Additionally, Firestore’s index management and composite index requirements can inadvertently reveal schema details when error messages expose missing index errors based on user-controlled ordering or filtering. Attackers can use these errors to infer collection structures, a form of information disclosure that complements injection-style enumeration. The combination of Koa’s flexible routing and Firestore’s schema-on-read model means that careful input validation and strict query design are essential to prevent abuse.

Firestore-Specific Remediation in Koa — concrete code fixes

Remediation focuses on strict input validation, avoiding dynamic field names, and using Firestore’s built-in protections. Always treat user input as untrusted and never directly interpolate values into collection or document paths. Use allowlists for expected values and enforce type checks before constructing queries.

1. Use parameterized collection names with an allowlist

Define a set of valid collections and verify incoming values against it:

const validCollections = new Set(['products', 'categories', 'orders']);

app.use(async (ctx, next) => {
  const { collectionName } = ctx.params;
  if (!validCollections.has(collectionName)) {
    ctx.status = 400;
    ctx.body = { error: 'Invalid collection' };
    return;
  }
  const collectionRef = db.collection(collectionName);
  // proceed with safe reference
  await next;
});

2. Avoid dynamic field paths; validate field names explicitly

Do not allow user input to dictate field names in where clauses. Instead, map user-friendly parameters to known fields:

const fieldMap = {
  name: 'productName',
  category: 'categoryId',
  price: 'price'
};

app.use(async (ctx) => {
  const userField = ctx.query.field; // e.g., "name"
  const userValue = ctx.query.value;
  const firestoreField = fieldMap[userField];
  if (!firestoreField) {
    ctx.status = 400;
    ctx.body = { error: 'Invalid field' };
    return;
  }
  const snapshot = await db.collection('products').where(firestoreField, '==', userValue).get();
  ctx.body = snapshot.docs.map(d => d.data());
});

3. Use Firestore Transactions for read-modify-write patterns

When updates are necessary, use transactions to ensure consistency and avoid injection through concatenated update paths:

const docRef = db.collection('accounts').doc(userId);

await db.runTransaction(async (transaction) => {
  const doc = await transaction.get(docRef);
  if (!doc.exists) {
    throw new Error('Document does not exist');
  }
  // Safe: using a fixed field name, not user input
  transaction.update(docRef, { balance: doc.data().balance + amount });
});

4. Leverage Firestore security rules for server-side enforcement

Even with input validation in Koa, define security rules that restrict reads and writes to authorized user scopes. For user-specific data, use request.auth to enforce ownership:

rules_version = '2';
service cloud.firestore {
  match /databases/{database}/documents {
    match /products/{productId} {
      allow read: if request.auth != null && request.auth.uid == request.resource.data.ownerId;
      allow write: if request.auth != null && request.auth.uid == request.resource.data.ownerId;
    }
  }
}

These rules act as a final safeguard, ensuring that even if an attacker bypasses Koa-level checks, Firestore itself will reject unauthorized operations. Combining strict input handling in the application layer with robust security rules in Firestore provides a defense-in-depth approach that aligns with the remediation guidance provided by middleBrick’s findings.

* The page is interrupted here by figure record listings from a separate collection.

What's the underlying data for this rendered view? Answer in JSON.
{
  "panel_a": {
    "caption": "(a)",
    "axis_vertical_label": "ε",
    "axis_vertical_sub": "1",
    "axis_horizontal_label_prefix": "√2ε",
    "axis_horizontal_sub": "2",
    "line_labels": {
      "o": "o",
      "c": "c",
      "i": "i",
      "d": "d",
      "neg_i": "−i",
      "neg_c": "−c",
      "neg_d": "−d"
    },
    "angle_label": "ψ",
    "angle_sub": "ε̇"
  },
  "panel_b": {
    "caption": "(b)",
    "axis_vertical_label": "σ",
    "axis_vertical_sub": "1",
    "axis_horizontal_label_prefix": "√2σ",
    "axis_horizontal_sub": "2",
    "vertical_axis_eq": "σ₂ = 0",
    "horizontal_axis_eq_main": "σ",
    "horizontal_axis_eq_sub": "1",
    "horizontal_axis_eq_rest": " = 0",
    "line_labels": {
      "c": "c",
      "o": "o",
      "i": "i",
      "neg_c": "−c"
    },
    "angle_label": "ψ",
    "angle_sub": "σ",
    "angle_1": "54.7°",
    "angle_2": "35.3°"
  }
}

Frequently Asked Questions

Can Firestore security rules fully prevent injection-style data exposure in Koa?
Security rules are a critical layer but should not replace input validation in your Koa application. Rules enforce access control at the database level, while input validation prevents unsafe query construction and enumeration. Use both together for defense-in-depth.
Does middleBrick detect Firestore injection risks in Koa APIs?
Yes. middleBrick’s Property Authorization and BOLA/IDOR checks examine how APIs handle user input that influences data access patterns, including scenarios where Firestore collections or document paths are derived from request parameters.